This panel explores the paradox of Jain economic success and wealth accumulation in relation to the religion’s precepts of non-attachment and ascetic ideal of absolute renunciation. Contributors survey contemporary Jain attitudes towards wealth accumulation in the context of global capitalism, making use of a variety of media and ethnographic data to articulate ways in which Jains redeploy canonical scripture to justify and interpret contemporary practices and attitudes. The case studies under consideration center on Jain communities in India and abroad and include a range of occupational groups and social classes, exploring in addition relationships between Jains and adjacent religious communities (Hindu, Muslim) to account for the formation of etic and emic characterizations of Jain economic competence, in addition to broader, inter-religious discourses of “Dharmic capitalism.”
This paper evaluates contemporary Jain representations of capitalism and neoliberalism as expressed in interviews, Jain magazines, and biographies of Jain laymen, teases out continuities from Jainism’s mythic pasts to its contemporary religious practices. In communities such as the Jains where well-being and masculinity are publicly expressed through capital, much can be gained from examining the strategies deployed by men whose middle-class economic status limits their ability to participate in such material expressions of key values. The imperative of modern masculinity shapes how Jain laymen must negotiate the tensions between participating and winning at traditional Jain masculinity—the family man who is a generous religious donor—and integrating the economic pressures of neoliberal capitalism and its attendant individualism. Individuals have adapted modernist discourses, such as democratization, and the liberalization of the Indian economy, in order to open space for a new kind of Jain masculinity.
This paper considers Jain participation in discourses of “Dharmic capitalism,” surveying a spectrum of emic attitudes toward the relevance of principle tenants of Jain religion to navigating complexities of 21st century global free market commerce. Making use of interviews, popular media, and popular and academic publications advancing normative and prescriptive viewpoints, the author highlights Jain efforts to locate principles of free market capitalism within their own scriptural tradition, alongside present-day Jain attempts to reconcile the moral vicissitudes of the global financial marketplace with the strict Jain precepts of non-violence, non-possessiveness, and absolute truthfulness. The author examines what are in some cases direct correspondences between Hindu and Jain sentiments regarding the historical presence of liberal economic models in India historically, direct interface between Hindus and Jains which has generated a portion of this discourse, as well as discourses of “Jain exceptionalism,” i.e. insistence that Jain economic success has been historically supplemented with superlative models of philanthropy.
This paper argues for the centrality of an expanded concept of “commercial capitalism” for understanding both the economic practices of Jains in the early 20th century, as well as why this association persists to this day. Following the historian Jairus Banaji, I argue that capitalism is neither simply commercial activity (Adam Smith’s famous “propensity to truck, barter, and exchange”) nor reducible simply to heavy industry. Drawing on archival data from Sirohi, a small independent Rajput kingdom, in the late colonial period, this paper puts forward a theory of how commercial capitalists, mostly Jain, came to dominate agrarian production. I then argue, based on ethnographic fieldwork conducted in modern Rajasthan and Gujarat, that contemporary perceptions of Jains are still primarily structured by this form of capitalism.
While exclusionary forces continue to claim Muslims do not belong in India, specific Muslims are uniquely visible across diverse genres of cultural representation. This paper focuses on the tension between official forms of Muslim exclusion and the visibility of certain types of Muslims in diverse media forms including commercial theatre, Hindi cinema, and heritage tourism. Questions this paper explores include: what kinds of Muslims are “sellable” for twenty-first century forms of cultural consumption? How are the goals and strategies of producers to make Muslims visible in genres of cultural representation shaped by the forces of twenty-first century, late-stage Indian capitalism and neoliberalism? The typologies of desirable Muslims in cultural representation identified in this paper reveal the socio-political conditions of religious belonging not just in India, but also in other secular democratic societies during twenty and twenty-first century late-stage capitalism. More than just simply entertainment, these moments of representation shape knowledge about religion, and particularly Islam, both for Muslims and non-Muslims.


== EXERCISE PROMPT ==
An exact transcription of all the records is required, minus the images.

(Dataset entries)
= Beginning of Section =

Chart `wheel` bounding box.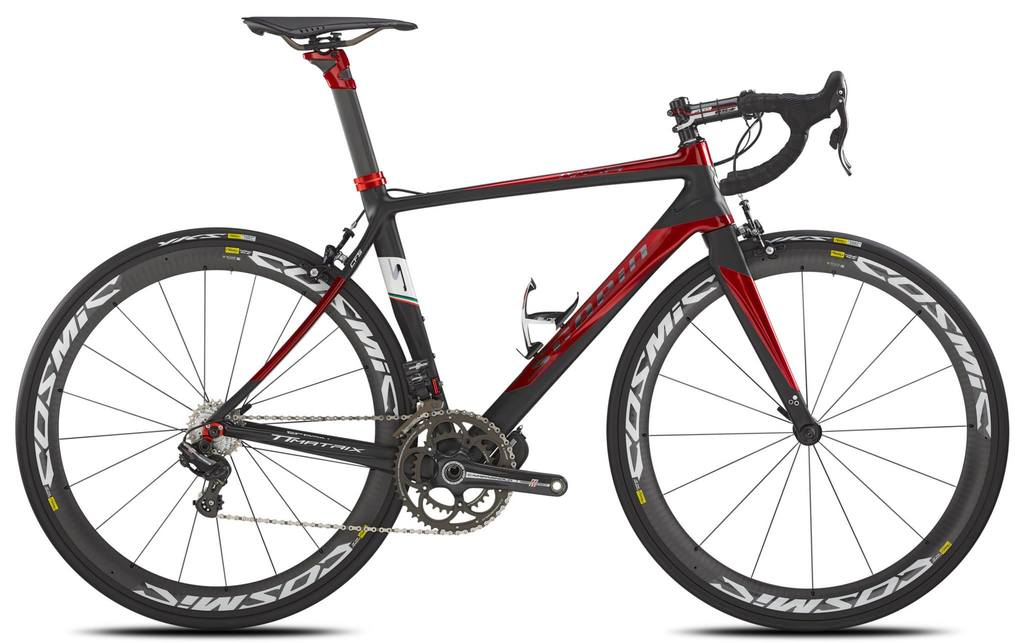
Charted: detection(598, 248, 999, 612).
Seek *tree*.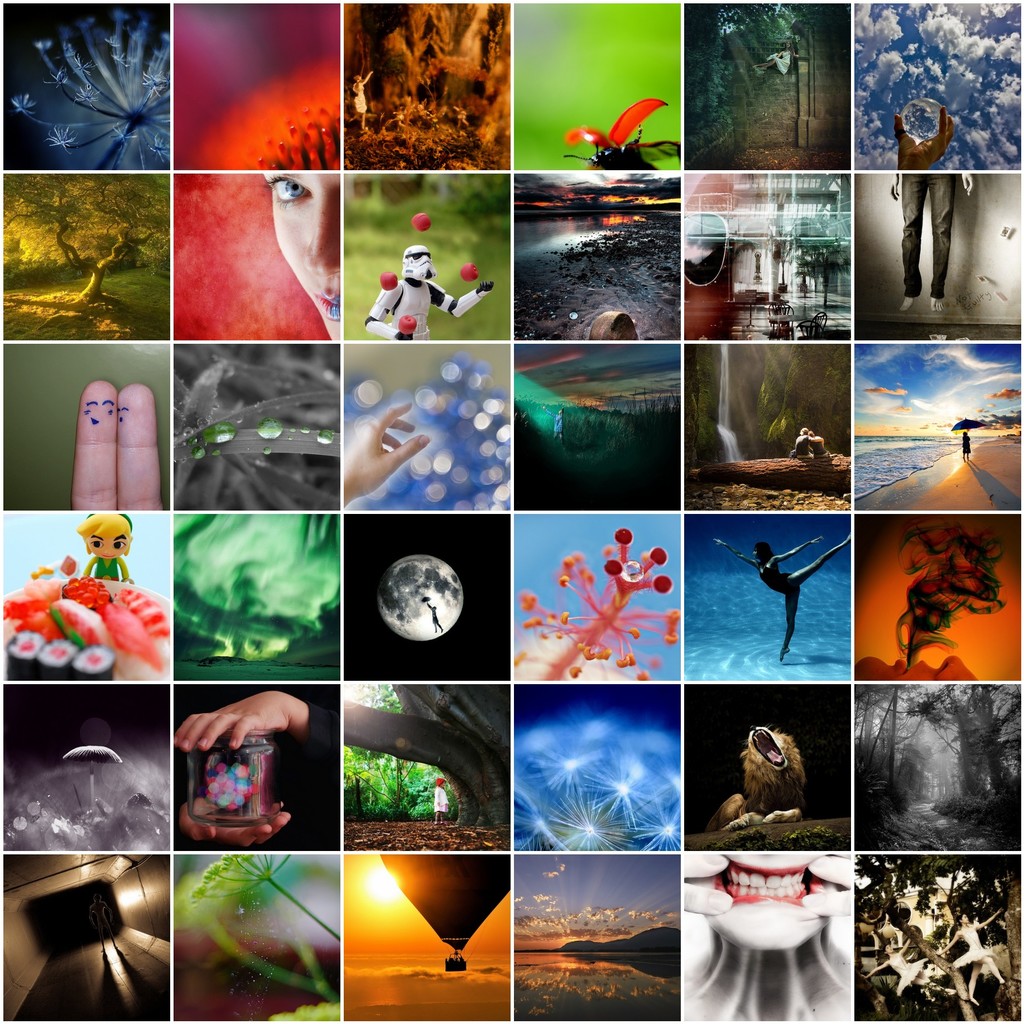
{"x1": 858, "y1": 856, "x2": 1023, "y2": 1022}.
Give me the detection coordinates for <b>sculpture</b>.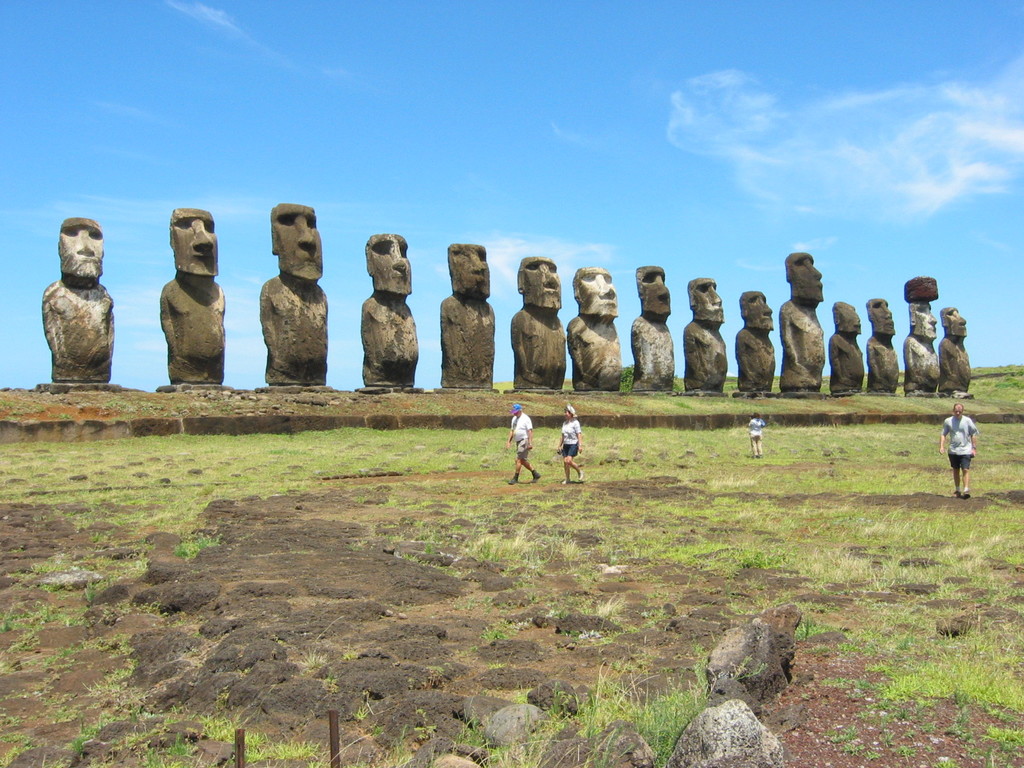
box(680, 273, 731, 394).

= End of Section =

== ANSWER BOX ==
Chart `wheel` bounding box.
Charted: detection(598, 248, 999, 612).
Seek *tree*.
{"x1": 858, "y1": 856, "x2": 1023, "y2": 1022}.
Give me the detection coordinates for <b>sculpture</b>.
box(680, 273, 731, 394).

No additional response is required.